Secretary of State Mike Pompeo announced the creation of a new human rights commission during a press conference on Monday.
The Commission on Unalienable Rights will consist of "human rights experts, philosophers, and activists, Republicans, Democrats, and independents of varied backgrounds and beliefs," Pompeo said. Members of the commission will advise him on "human rights grounded in our nation's Founding principles and the principles of the 1948 Universal Declaration of Human Rights."
"It's a sad commentary on our times that more than 70 years after the Universal Declaration of Human Rights, gross violations continue throughout the world, sometimes even in the name of human rights. International institutions designed and built to protect human rights have drifted from their original mission," Pompeo added.
The commission will address fundamental questions about the nature of human rights and how human rights should inform American foreign policy.
"I hope that the commission will revisit the most basic of questions: What does it mean to claim or say that something is in fact a human right? How do we know or how do we determine whether that claim that this or that is a human right, is it true, and therefore ought it to be honored? How can there be human rights, rights we possess not as privileges we are granted or even earn, but simply by virtue of our humanity belong to us? Is it in fact true as our Declaration of Independence asserts that as human beings we, all of us, every member of our human family are endowed by our creator with certain unalienable rights?" Pompeo said.
"Each of these is an important question, and the mission of the commission is to provide advice on them and others not as purely abstract academic matters, but in a manner deeply informed by the timeless truths embedded in the American founding with a view to guiding our nation's foreign policy," he continued.
The announcement of the new human rights commission comes one year after the Pompeo-led State Department hosted the first-ever Ministerial to Advance Religious Freedom, a summit which included delegates from about 80 countries and representatives from civic organizations around the world dedicated to advancing religious freedom.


» AIM OF THE TASK
Check every line below for the word "span" and give only the number of lines where it appears.
+++ EXERCISE DATA
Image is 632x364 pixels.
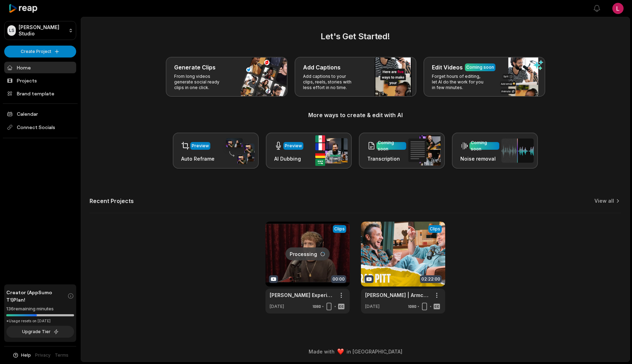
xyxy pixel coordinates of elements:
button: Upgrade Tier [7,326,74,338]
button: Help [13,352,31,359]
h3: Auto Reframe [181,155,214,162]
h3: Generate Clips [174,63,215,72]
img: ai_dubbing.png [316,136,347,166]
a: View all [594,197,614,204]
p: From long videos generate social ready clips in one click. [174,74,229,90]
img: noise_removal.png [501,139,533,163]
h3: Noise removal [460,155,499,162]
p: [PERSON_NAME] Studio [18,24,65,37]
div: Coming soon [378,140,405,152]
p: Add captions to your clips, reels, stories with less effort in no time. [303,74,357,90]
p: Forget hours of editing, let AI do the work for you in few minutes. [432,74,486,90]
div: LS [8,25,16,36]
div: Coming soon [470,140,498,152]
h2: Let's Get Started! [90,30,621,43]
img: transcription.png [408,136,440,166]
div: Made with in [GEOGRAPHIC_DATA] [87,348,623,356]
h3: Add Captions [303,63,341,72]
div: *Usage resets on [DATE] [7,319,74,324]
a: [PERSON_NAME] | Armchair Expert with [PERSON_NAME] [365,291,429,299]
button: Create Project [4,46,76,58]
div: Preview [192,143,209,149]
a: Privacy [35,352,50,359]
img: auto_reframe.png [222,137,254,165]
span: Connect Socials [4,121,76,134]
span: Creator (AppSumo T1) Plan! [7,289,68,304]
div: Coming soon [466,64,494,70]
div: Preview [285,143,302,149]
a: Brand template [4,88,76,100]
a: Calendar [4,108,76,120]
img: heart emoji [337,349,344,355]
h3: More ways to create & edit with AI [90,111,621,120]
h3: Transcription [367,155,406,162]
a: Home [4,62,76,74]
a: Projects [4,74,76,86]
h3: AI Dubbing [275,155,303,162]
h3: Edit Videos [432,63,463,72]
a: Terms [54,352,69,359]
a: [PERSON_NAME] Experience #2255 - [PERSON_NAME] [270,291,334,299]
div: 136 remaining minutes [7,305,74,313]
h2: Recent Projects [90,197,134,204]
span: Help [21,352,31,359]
++++++
» OUTPUT
3